Hollis tried again. “Please, my lady, you must wait. You aren't well enough yet to travel. Please, wait for the earl's return.”

“I shall walk if you don't have a carriage fetched this instant, Hollis.”

Hollis was very tempted to let her walk. She wouldn't get very far before the earl caught up with her. Damn the boy! Hollis couldn't be certain that he would go after her. He had the first time, but now? Why hadn't he come to grips with anything? He'd been foul-tempered with everyone since his return from O'Malley's cottage. Hollis didn't blame the countess. He put the blame squarely on the earl's shoulders. He deserved to be whipped. “All right, my lady,” Hollis said at last, nearly choking on the bitter taste of defeat. He instructed a footman to have a carriage fetched from the stables and he also instructed the footman to have one of the stable lads search out the earl. “Have the lad find him quickly, else I'll have his ears in my mutton stew!”

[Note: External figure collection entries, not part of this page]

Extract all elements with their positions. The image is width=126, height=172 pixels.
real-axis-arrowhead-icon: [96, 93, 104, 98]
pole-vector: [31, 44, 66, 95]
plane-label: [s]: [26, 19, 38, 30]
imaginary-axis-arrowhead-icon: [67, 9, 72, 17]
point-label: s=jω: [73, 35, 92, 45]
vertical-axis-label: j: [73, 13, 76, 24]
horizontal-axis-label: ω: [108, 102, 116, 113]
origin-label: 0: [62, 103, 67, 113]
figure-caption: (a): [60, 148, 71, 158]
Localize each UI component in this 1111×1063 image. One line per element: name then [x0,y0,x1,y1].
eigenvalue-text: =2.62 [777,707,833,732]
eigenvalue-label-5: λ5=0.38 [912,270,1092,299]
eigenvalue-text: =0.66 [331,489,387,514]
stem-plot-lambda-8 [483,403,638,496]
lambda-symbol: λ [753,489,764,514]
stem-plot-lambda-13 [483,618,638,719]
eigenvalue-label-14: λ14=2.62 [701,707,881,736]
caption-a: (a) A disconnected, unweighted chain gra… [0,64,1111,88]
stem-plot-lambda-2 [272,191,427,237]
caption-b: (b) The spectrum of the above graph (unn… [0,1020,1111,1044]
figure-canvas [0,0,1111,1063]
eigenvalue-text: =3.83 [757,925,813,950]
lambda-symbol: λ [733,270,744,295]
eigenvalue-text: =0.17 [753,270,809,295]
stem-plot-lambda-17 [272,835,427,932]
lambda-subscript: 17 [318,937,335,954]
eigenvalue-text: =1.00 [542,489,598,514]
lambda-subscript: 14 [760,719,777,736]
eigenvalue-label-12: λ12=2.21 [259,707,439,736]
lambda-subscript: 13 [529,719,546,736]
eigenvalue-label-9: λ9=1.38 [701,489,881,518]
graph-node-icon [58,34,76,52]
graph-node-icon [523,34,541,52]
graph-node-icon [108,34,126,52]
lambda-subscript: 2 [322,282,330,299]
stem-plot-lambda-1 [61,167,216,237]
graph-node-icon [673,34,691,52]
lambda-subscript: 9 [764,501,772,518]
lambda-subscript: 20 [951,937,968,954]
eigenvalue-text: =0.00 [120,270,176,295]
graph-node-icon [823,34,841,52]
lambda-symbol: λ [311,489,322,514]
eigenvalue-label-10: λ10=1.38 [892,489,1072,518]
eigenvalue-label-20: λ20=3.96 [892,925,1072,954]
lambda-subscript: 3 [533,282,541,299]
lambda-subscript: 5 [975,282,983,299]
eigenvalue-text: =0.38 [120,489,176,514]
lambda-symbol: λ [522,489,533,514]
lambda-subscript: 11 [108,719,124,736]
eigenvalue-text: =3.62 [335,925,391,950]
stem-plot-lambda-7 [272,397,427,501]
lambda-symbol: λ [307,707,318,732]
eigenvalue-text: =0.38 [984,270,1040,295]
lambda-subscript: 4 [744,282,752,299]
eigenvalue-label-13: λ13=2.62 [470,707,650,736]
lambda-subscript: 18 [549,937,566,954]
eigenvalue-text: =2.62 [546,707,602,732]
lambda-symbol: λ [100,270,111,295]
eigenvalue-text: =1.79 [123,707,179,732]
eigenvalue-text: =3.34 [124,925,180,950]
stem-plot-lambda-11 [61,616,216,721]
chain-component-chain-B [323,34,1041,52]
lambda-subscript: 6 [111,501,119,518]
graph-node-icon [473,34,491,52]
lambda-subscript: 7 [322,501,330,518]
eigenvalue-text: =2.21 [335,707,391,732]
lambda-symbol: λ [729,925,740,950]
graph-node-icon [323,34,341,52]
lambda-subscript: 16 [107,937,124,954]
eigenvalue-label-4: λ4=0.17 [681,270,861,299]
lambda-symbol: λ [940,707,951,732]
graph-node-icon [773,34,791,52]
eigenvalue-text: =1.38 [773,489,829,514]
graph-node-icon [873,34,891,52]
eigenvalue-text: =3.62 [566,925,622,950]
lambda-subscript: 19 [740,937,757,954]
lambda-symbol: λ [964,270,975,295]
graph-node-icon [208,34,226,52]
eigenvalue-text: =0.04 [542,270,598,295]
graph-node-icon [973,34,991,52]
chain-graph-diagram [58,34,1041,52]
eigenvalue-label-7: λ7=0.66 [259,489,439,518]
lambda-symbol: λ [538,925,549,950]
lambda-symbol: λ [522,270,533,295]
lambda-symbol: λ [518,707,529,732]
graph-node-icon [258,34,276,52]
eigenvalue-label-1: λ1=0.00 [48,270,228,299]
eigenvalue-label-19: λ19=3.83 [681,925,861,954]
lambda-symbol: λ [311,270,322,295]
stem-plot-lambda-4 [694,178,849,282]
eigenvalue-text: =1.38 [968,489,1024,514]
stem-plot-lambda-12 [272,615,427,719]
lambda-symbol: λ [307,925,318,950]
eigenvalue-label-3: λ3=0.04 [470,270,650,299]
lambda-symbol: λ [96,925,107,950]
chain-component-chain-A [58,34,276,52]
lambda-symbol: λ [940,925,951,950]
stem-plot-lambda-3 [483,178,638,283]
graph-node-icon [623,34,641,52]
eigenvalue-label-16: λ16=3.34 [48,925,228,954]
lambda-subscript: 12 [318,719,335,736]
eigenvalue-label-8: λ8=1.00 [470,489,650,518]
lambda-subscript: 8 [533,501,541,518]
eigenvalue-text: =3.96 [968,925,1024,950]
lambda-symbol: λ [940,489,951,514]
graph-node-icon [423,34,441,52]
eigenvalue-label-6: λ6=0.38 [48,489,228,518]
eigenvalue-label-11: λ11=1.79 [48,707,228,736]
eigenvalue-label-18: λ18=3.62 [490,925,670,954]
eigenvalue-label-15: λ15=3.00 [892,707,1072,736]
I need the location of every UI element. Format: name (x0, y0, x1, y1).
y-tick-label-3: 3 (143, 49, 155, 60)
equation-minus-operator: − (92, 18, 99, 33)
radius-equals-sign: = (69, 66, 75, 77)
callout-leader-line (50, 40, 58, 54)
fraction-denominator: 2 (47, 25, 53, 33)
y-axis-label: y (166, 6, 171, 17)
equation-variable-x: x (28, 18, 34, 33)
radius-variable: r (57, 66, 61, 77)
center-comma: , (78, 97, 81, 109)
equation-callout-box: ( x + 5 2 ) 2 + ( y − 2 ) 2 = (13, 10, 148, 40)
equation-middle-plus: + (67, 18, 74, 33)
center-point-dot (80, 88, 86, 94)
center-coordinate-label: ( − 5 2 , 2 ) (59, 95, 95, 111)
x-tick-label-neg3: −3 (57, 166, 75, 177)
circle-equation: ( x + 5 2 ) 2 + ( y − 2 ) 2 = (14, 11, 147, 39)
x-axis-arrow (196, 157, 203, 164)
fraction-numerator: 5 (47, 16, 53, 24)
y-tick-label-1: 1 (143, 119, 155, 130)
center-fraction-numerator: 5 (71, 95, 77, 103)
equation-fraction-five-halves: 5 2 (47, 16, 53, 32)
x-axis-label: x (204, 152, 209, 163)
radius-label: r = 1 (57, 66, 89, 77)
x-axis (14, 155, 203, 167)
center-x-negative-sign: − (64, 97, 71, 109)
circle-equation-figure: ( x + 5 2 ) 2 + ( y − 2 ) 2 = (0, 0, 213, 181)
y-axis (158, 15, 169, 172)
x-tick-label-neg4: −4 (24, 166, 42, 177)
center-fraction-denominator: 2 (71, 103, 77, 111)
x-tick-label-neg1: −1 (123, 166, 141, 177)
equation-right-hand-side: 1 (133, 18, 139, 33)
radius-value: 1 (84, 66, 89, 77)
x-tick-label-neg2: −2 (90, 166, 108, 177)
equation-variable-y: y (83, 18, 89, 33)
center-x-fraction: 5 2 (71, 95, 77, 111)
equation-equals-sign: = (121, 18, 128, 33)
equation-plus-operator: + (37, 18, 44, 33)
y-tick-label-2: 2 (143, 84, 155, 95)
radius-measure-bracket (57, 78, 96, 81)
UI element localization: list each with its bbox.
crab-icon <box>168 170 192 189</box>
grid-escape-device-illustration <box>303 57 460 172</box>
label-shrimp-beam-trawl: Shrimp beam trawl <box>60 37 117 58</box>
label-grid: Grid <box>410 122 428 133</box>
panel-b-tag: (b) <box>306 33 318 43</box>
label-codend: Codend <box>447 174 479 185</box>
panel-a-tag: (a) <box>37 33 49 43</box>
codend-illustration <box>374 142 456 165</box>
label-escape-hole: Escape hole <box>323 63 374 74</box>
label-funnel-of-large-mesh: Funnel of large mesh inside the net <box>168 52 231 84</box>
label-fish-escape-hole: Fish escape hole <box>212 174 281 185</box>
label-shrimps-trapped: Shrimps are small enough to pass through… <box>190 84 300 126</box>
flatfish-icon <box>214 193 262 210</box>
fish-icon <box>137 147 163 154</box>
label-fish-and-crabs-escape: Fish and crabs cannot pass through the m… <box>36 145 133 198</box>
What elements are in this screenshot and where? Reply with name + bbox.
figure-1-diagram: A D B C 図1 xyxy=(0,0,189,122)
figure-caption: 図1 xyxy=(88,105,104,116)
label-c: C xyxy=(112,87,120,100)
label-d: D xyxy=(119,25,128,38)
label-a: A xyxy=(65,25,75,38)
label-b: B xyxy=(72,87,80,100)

Ten minutes later Alexandra was settled in one of the earl's carriages, John Coachman instructed to take her home. Her single valise sat on the seat opposite her. She was leaving only with what she'd brought with her.

Life wasn't going at all well.

When John Coachman suddenly pulled up the team at a shout from another carriage, Alexandra poked her head out the window to see what was happening.

She came face to face with an older woman who had the look of the Sherbrookes, a woman who simply stared at her, as gape-mouthed as Hollis had been.

A young face appeared, a quite lovely young girl who said happily, “Why, are you Douglas's new bride? How wonderful, of course you are! I'm Sinjun, his sister. This is marvelous! You are Melis—no, no, you are the other sister! Welcome to the Sherbrooke family.”

Alexandra looked skyward. Her luck, which she'd thought was on the rise, she now saw plummeting to earth, and soon her face would be rubbed in the dirt.

The other woman, doubtless Alexandra's soon-to-be-annulled mother-in-law, sniffed with alarming loudness, and said, “I don't understand why you are still here. You shouldn't be out visiting tenants for it is not your responsibility. You are nothing compared to your sister, from all I have been told. You are nothing at all out of the ordinary. My son would never have selected you.”

Alexandra felt the clout, but she said calmly, “You are certainly right about that. Your son doesn't want me. I am not visiting the tenants. I am leaving. No, don't say it. I am delighted to give you the pleasure of my departure.”

She was on the point of telling John Coachman to continue, when the door to the other carriage opened and the young girl jumped to the ground. “Do let me ride with you!”